- Note: “relay” is the nostr term while “instance” is the AP/Mastodon/Lemmy term. They are functionally very similar and offer the same abilities to ban annoying users from “public square” type spaces. Moderation works identically.
- In AP/mastodon/lemmy you are connected to one “main instance” and then connect to other instances “through” that instance. In nostr, you are typically connected to multiple relays and access content more directly.
- Nostr is an underlying protocol like AP is for Mastodon/Lemmy. The main use of nostr currently is as a twitter/mastodon clone, but it has other interfaces as well (calendaring, video sharing, etc) that I am less familiar with.
- Both networks are decentralized in nature
AP/Mastodon/Lemmy
- Instance admins on your instance and the instance of the user you are DMing can read your DMs, block them, or modify them without your knowledge or the knowledge of the receiving user
- If your instance goes down, so does your access to the wider network. It will take your DMs with it, and your identity.
Nostr
- Relays cannot read the content of your DMs as they are encrypted. They can only see that user A is DMing user B and approximate DM size. (This upgrade reduces that visibility further)
- Relays cannot manipulate DMs as they are encrypted and will fail a signature check
- No relay can prevent you from DMing another user as your client will automatically route the DM through another relay (unless that user has blocked you, which they can do).
- You can receive DMs from anybody as long as one relay lets your DM through (and you are usually connected to several)
- Your DMs and other content is replicated across multiple relays. Downed relay? No problem. You don’t lose your content or your identity as your identity is a private/public keypair not “user @ instance dot com”
Bluesky
Idk anybody care to fill this section in?
Image source: nostr post
I don’t agree with that. ActivityPub includes methods of censoring and that is by design, for the purpose of moderation.
I can set up a activity pub instance. My friend can join. I can post something that he can see. And there is nothing in the world that can stop it. That is what ucensorable means. Any other ap instance can block mine and block any user(s) from my instance to “moderate” but they are not able to stop users on my instance from communicating with one another.
This is what it means.
Well if you’re the one in control of the censoring (as the instance admin) and you only ever communicate with someone on that same instance, then yea obviously there’s no one else to censor anything - you as the admin are the only person who can censor stuff in that case. But that doesn’t make Lemmy as a software “uncensorable” (it’s just that in this scenario, you are the one with the power to censor, even if you choose not to use it) and you can still be censored on other instances (which is the whole point).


▶ WORK TASK: The task calls for every entry to be printed word for word, without the images.

▶ DATA SHOWN:
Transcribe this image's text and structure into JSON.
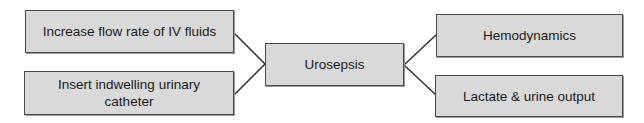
{
  "diagram": {
    "type": "concept-map",
    "center": {
      "label": "Urosepsis"
    },
    "left_nodes": [
      {
        "label": "Increase flow rate of IV fluids"
      },
      {
        "label": "Insert indwelling urinary catheter"
      }
    ],
    "right_nodes": [
      {
        "label": "Hemodynamics"
      },
      {
        "label": "Lactate & urine output"
      }
    ],
    "edges": [
      {
        "from": "Increase flow rate of IV fluids",
        "to": "Urosepsis"
      },
      {
        "from": "Insert indwelling urinary catheter",
        "to": "Urosepsis"
      },
      {
        "from": "Urosepsis",
        "to": "Hemodynamics"
      },
      {
        "from": "Urosepsis",
        "to": "Lactate & urine output"
      }
    ],
    "colors": {
      "node_fill": "#d9d9d9",
      "node_border": "#4a4a4a",
      "edge": "#2b2b2b",
      "text": "#1a1a1a",
      "background": "#ffffff"
    }
  }
}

▶ RESPONSE BELOW:
Transcribe this image's text and structure into JSON.
{
  "diagram": {
    "type": "concept-map",
    "center": {
      "label": "Urosepsis"
    },
    "left_nodes": [
      {
        "label": "Increase flow rate of IV fluids"
      },
      {
        "label": "Insert indwelling urinary catheter"
      }
    ],
    "right_nodes": [
      {
        "label": "Hemodynamics"
      },
      {
        "label": "Lactate & urine output"
      }
    ],
    "edges": [
      {
        "from": "Increase flow rate of IV fluids",
        "to": "Urosepsis"
      },
      {
        "from": "Insert indwelling urinary catheter",
        "to": "Urosepsis"
      },
      {
        "from": "Urosepsis",
        "to": "Hemodynamics"
      },
      {
        "from": "Urosepsis",
        "to": "Lactate & urine output"
      }
    ],
    "colors": {
      "node_fill": "#d9d9d9",
      "node_border": "#4a4a4a",
      "edge": "#2b2b2b",
      "text": "#1a1a1a",
      "background": "#ffffff"
    }
  }
}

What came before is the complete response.